Other fans
might argue with me, but the Hawkwind record I’d choose for inclusion on the
interstellar comp would be In Search of
Space. It’s their second album, released in 1971, and the first where they
fully embraced the sci-fi aesthetic. When the aliens figure out how to play the
golden record with the diamond stylus that comes with it, they’ll hear familiar
cosmic sounds: the light ticking of radar signals, blobular pulsations like
those from a vast cloud of cosmic dust, the built up pressure of pent-up
nuclear energy, a metronomic countdown and then, blast off! Their ears will be
rocketing though space like intergalactic bandits on a star-faring hot rod. In
earthly terms, the opening track, a 15+ minute epic called “You Shouldn’t Do
That,” has an early heavy metal/proto-punk feel -- a couple of chords played
fast and hard, but all throughout are strange oscillations and vibrations of
space tones, like the sound effects from movies where little green men shoot
laser beams and photon waves. And all these sounds weave and meld together into
a singular force of forward momentum that’ll likely please the ears and minds
of whatever ultra-intelligent beings happen to find them.
I’d caution
against including Hawkwind’s third album, though. Upon listening to the 1972
release Doremi Faso Latido, they
might think we mean them harm. The punk and heavy metal elements are more
pronounced here, so it’s much darker, more sinister (though the flying saucer
sounds remain). To my ears, it’s like the soundtrack of an interstellar warlord
civilization on a mission to conquer the universe. The vocals remind me a bit
of Ozzy—high-pitched but flat, and shouted. The heavy guitar riffs pulsate and
drone like a lot of metal and hardcore, but there’s enough variance across both
sides of the album—a bit of acoustic guitar and saxophone and some shifts in
syncopation—to keep it from feeling monotonous and redundant. In fact, there’s
so much going on in the music, between the pulse and drive of the songs and the
weird noises that float around it, that it starts to form aural moirés that are
so intense they set your head to spinning. Fun for a wild night on earth, to be
sure, but probably not appropriate as a greeting to fellow space beings.
I
definitely do not recommend sending Hawkwind’s first self-titled record, though
in some respects it’s my favorite. I vote against it only because it reveals
the band in their pre-space days, when they were more of an acid rock group.
Pondering the heavens, to be sure, but still lacking the wherewithal to fully
escape the earth. The opening track, “Hurry On Sundown,” has a bluesy/folksy
feel. It begins with a bright riff strummed on an acoustic guitar, then a
blaring harmonica kicks in and dances along with the melodic vocals. On the
second track, they venture a fair distance into space, but it’s a
feedback-based approximation of space that’s still rooted in earthliness.
There’s less artifice; you can picture ragamuffin stoners making the music in
some groovy pad somewhere, tripping out. The shape of some of the songs is less
streamlined and symmetrical than on their later records, too. The third track,
“Be Yourself,” for instance, has an odd three-beat form that’s kind of arty in
a punk-rock sort of way, the punkiness due mainly to shouted lyrics. Side two
has a similar form, only in reverse, going from off-centered, dark melody and
rhythm, through several interludes of guitar-and-amp cosmos (with a touch of
crazy saxophone from the gates of hell thrown in), and it ends with another
down-to-earth tune, “Mirror of Illusion,” which verges on pop, in a hippy sort
of way. It’s a great album, but probably not the best hello for whoever might
be out there, millions of light years away. Better to wait to play the space
creatures Hawkwind’s first record when they finally arrive at our home planet, where
we can have them over for supper and wine and maybe even some of our precious
herbs for a long night gathered around a real turntable.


WHAT TO WORK ON: What is needed is every line from the one holding "The image size is (987, 795)." to the last line of the data below, printed exactly and without pictures.

----------------------------------------

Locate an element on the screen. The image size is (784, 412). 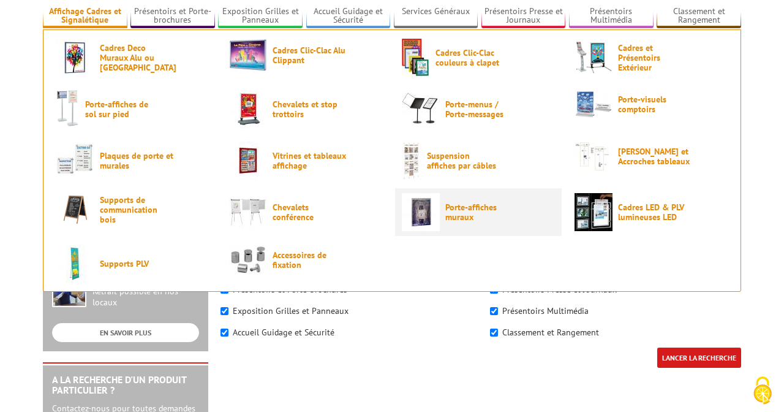
a: Cadres Clic-Clac Alu Clippant is located at coordinates (306, 55).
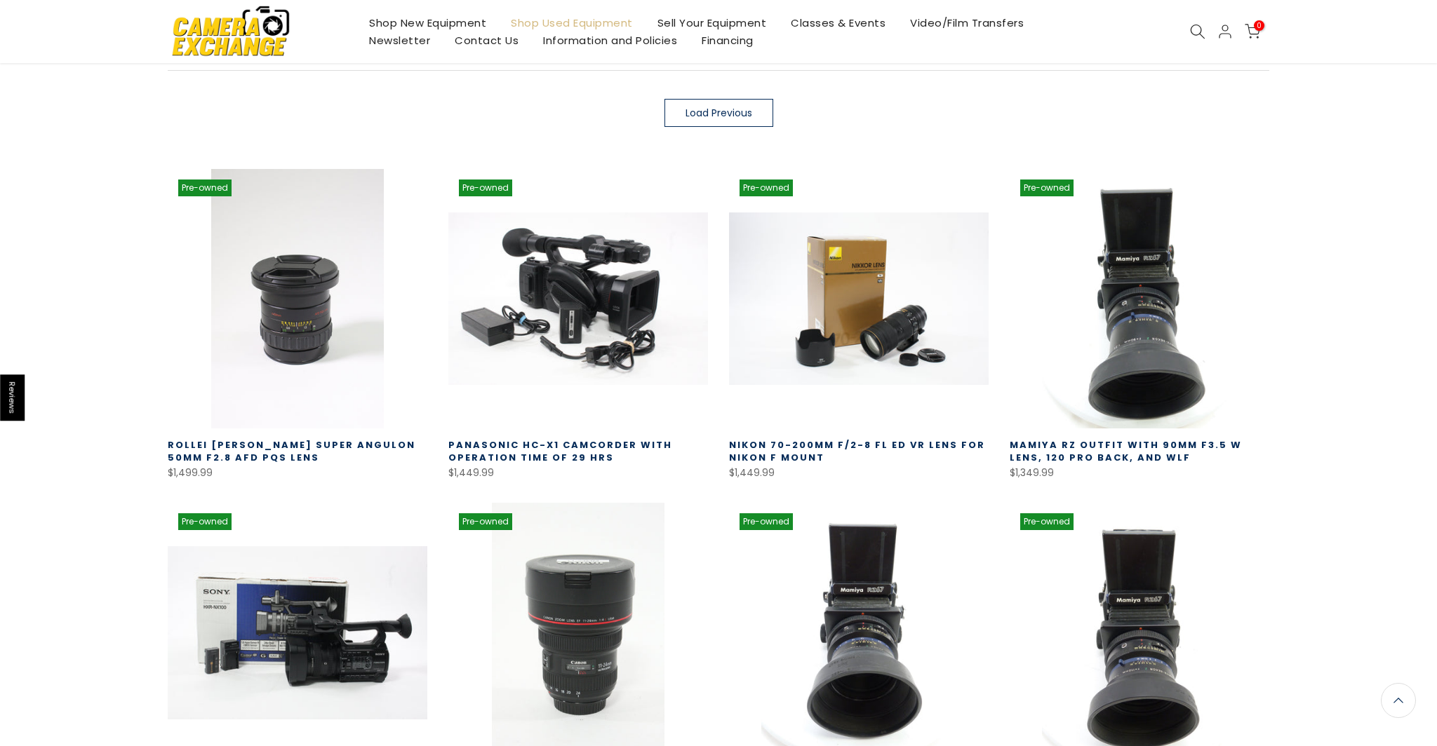 This screenshot has width=1437, height=746. I want to click on a: Shop New Equipment, so click(428, 22).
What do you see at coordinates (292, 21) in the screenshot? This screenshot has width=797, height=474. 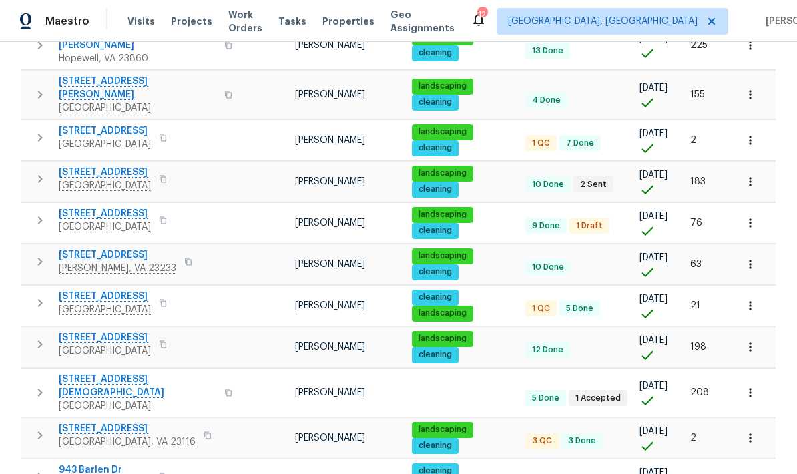 I see `span: Tasks` at bounding box center [292, 21].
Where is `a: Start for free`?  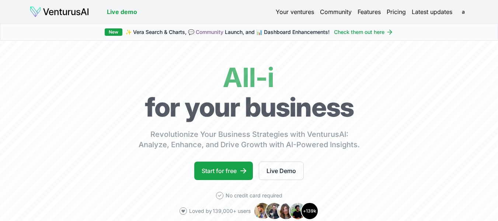 a: Start for free is located at coordinates (223, 171).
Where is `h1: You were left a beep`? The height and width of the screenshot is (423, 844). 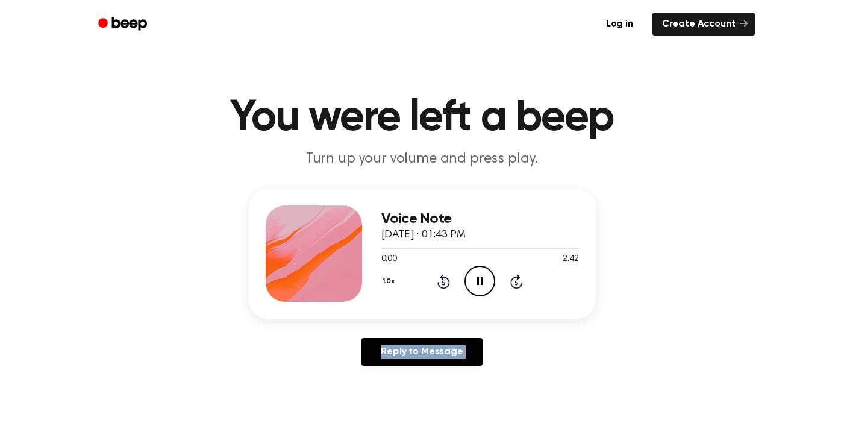 h1: You were left a beep is located at coordinates (422, 118).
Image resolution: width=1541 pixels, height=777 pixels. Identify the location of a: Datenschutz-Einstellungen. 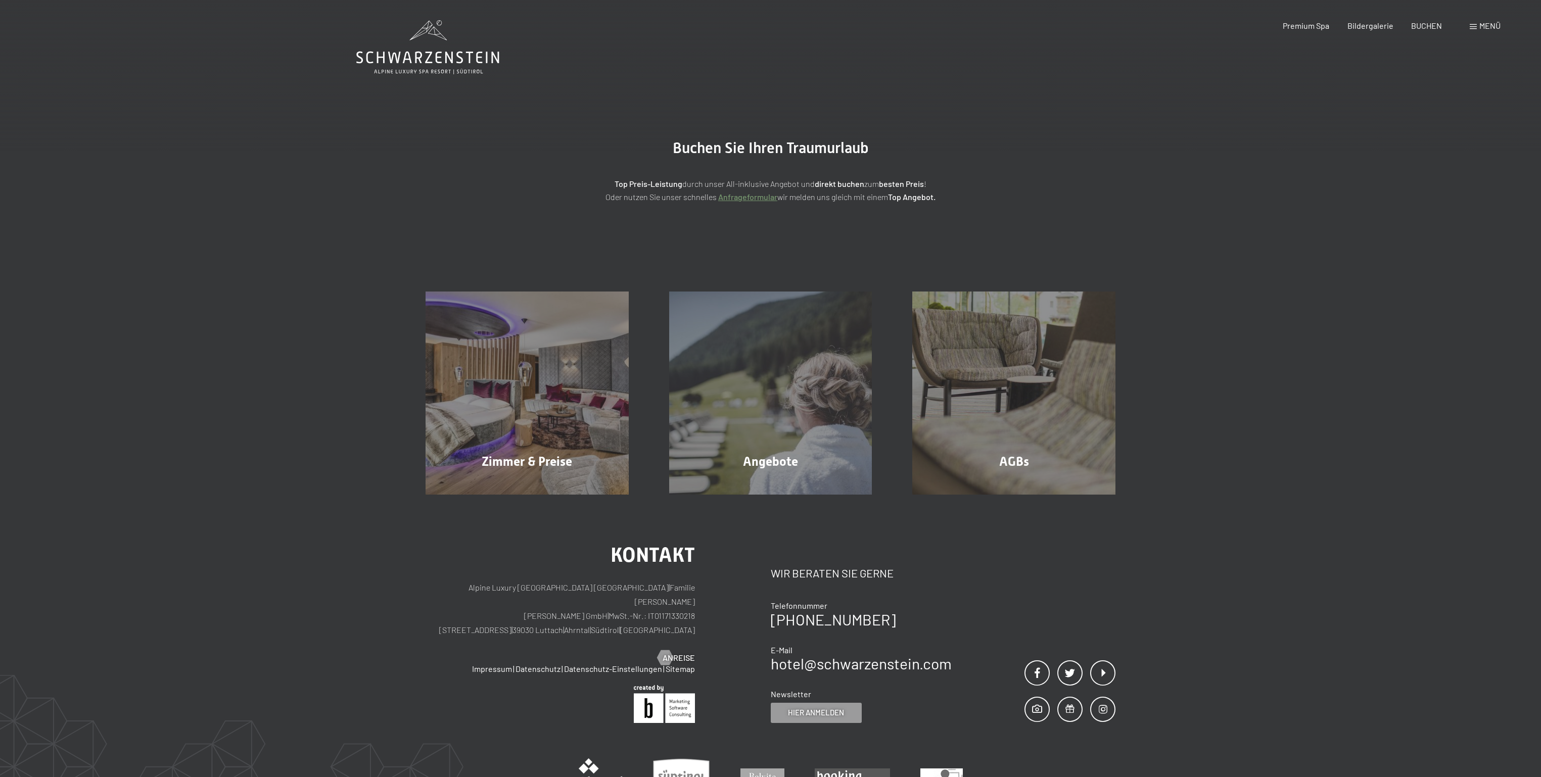
(613, 669).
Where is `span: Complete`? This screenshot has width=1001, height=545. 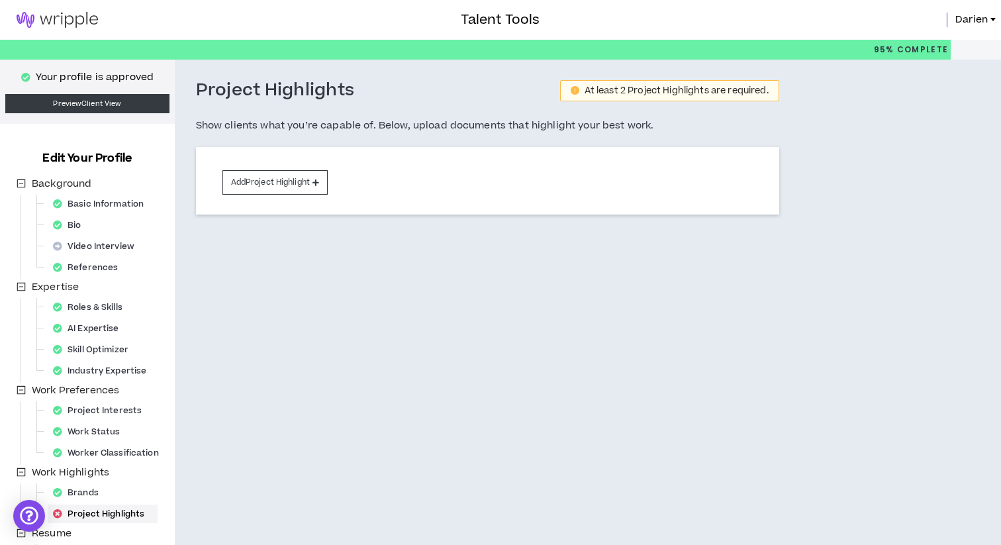
span: Complete is located at coordinates (922, 50).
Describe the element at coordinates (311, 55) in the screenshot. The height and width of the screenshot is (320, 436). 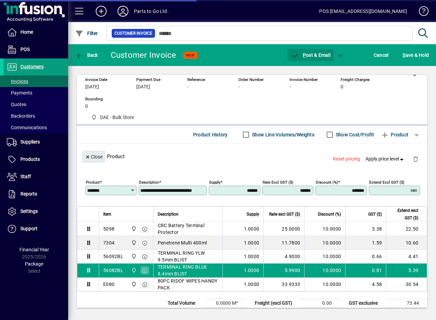
I see `button: Post & Email` at that location.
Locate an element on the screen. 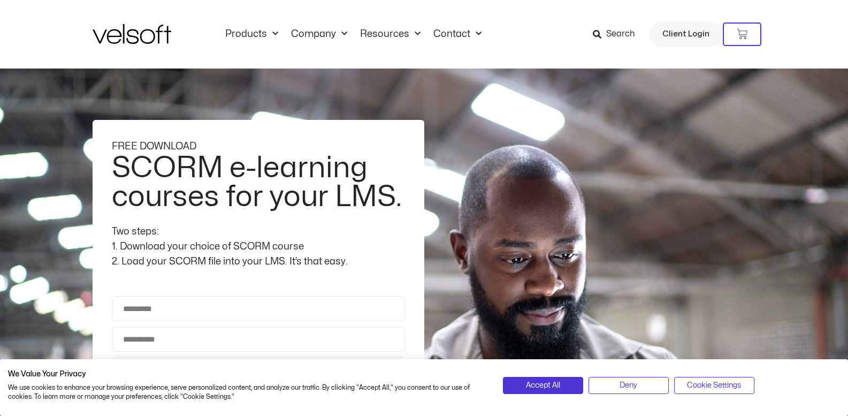 The height and width of the screenshot is (416, 848). span: Search is located at coordinates (621, 34).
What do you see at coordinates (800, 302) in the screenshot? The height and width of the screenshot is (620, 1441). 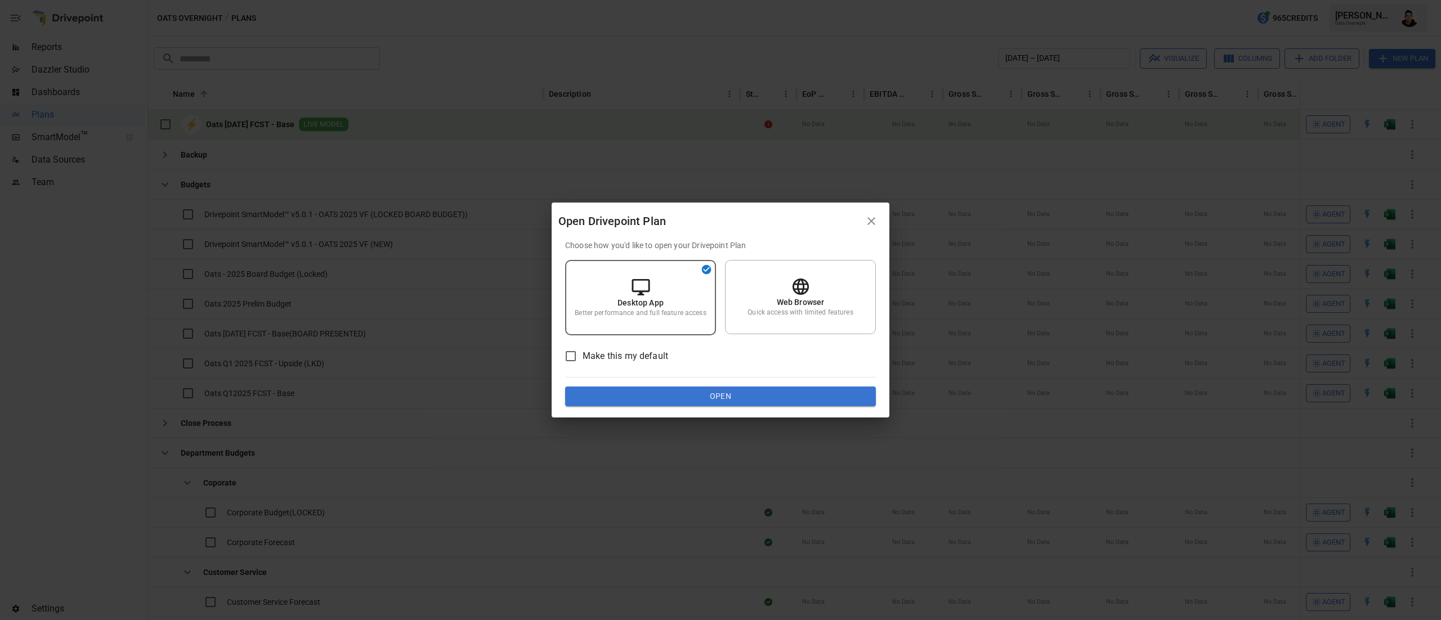 I see `p: Web Browser` at bounding box center [800, 302].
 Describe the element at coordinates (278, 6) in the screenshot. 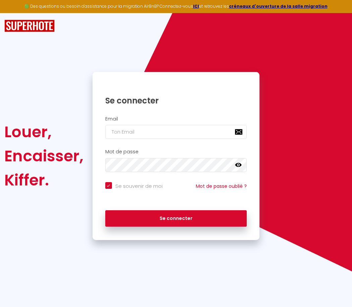

I see `strong: créneaux d'ouverture de la salle migration` at that location.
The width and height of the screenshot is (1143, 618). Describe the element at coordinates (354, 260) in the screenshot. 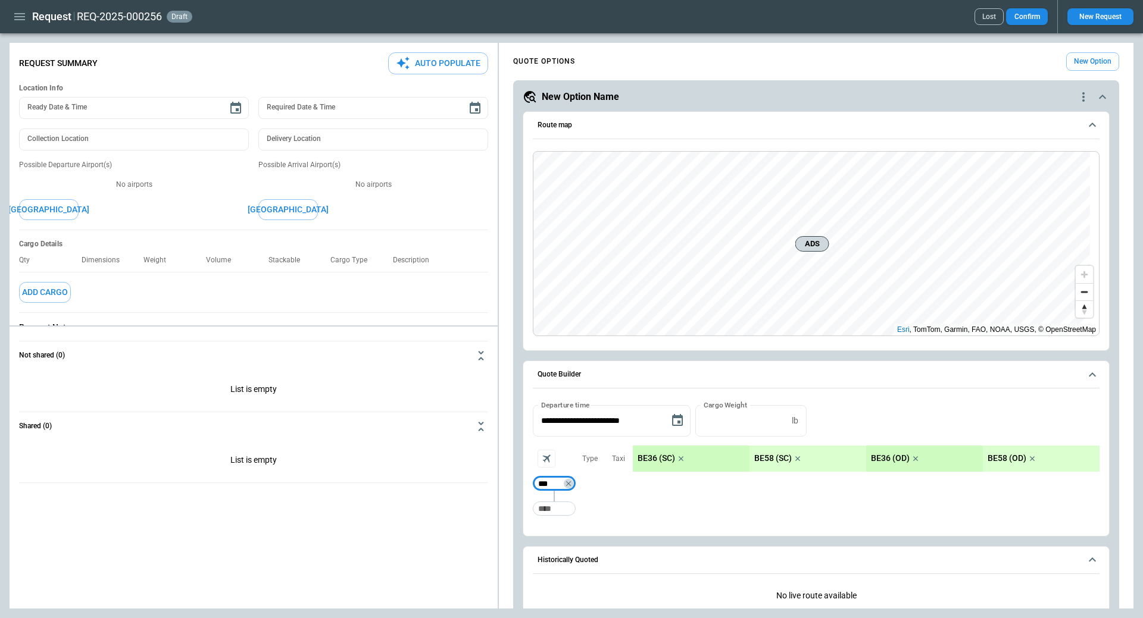

I see `p: Cargo Type` at that location.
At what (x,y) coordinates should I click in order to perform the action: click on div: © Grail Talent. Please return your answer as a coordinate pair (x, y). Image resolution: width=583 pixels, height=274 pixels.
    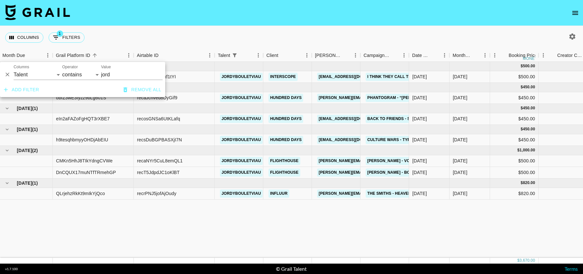
    Looking at the image, I should click on (291, 269).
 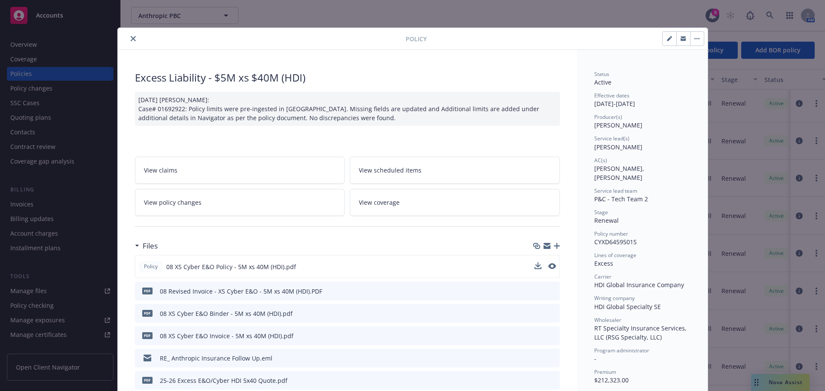 What do you see at coordinates (612, 95) in the screenshot?
I see `span: Effective dates` at bounding box center [612, 95].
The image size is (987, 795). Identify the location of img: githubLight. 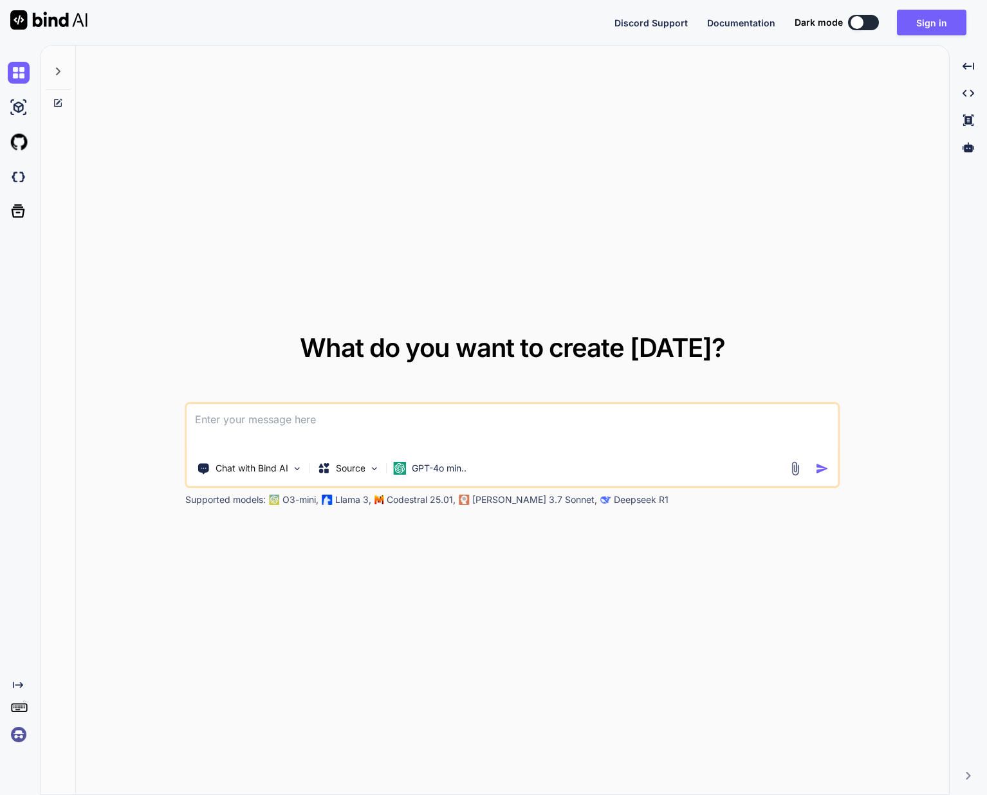
(19, 142).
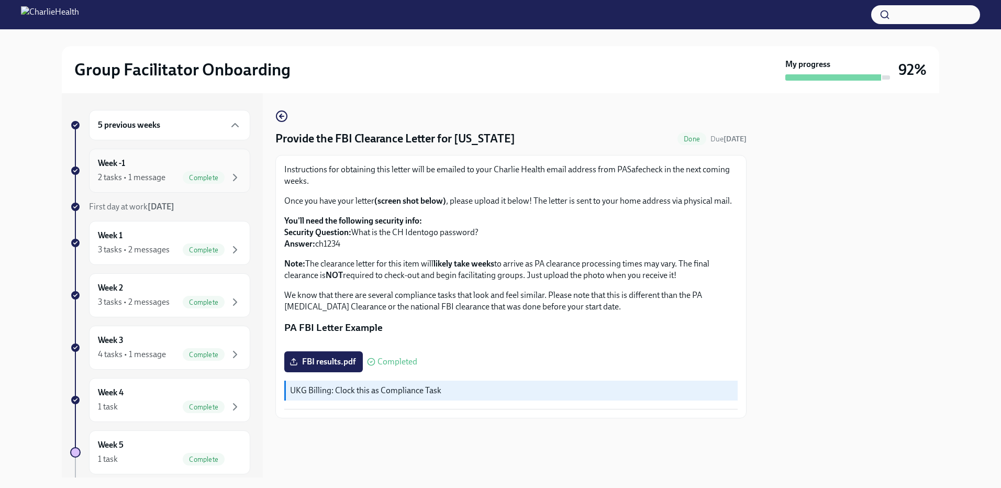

----------------------------------------

YOUR SOLUTION:
The image size is (987, 795). Identify the location of img: githubLight. 
(19, 142).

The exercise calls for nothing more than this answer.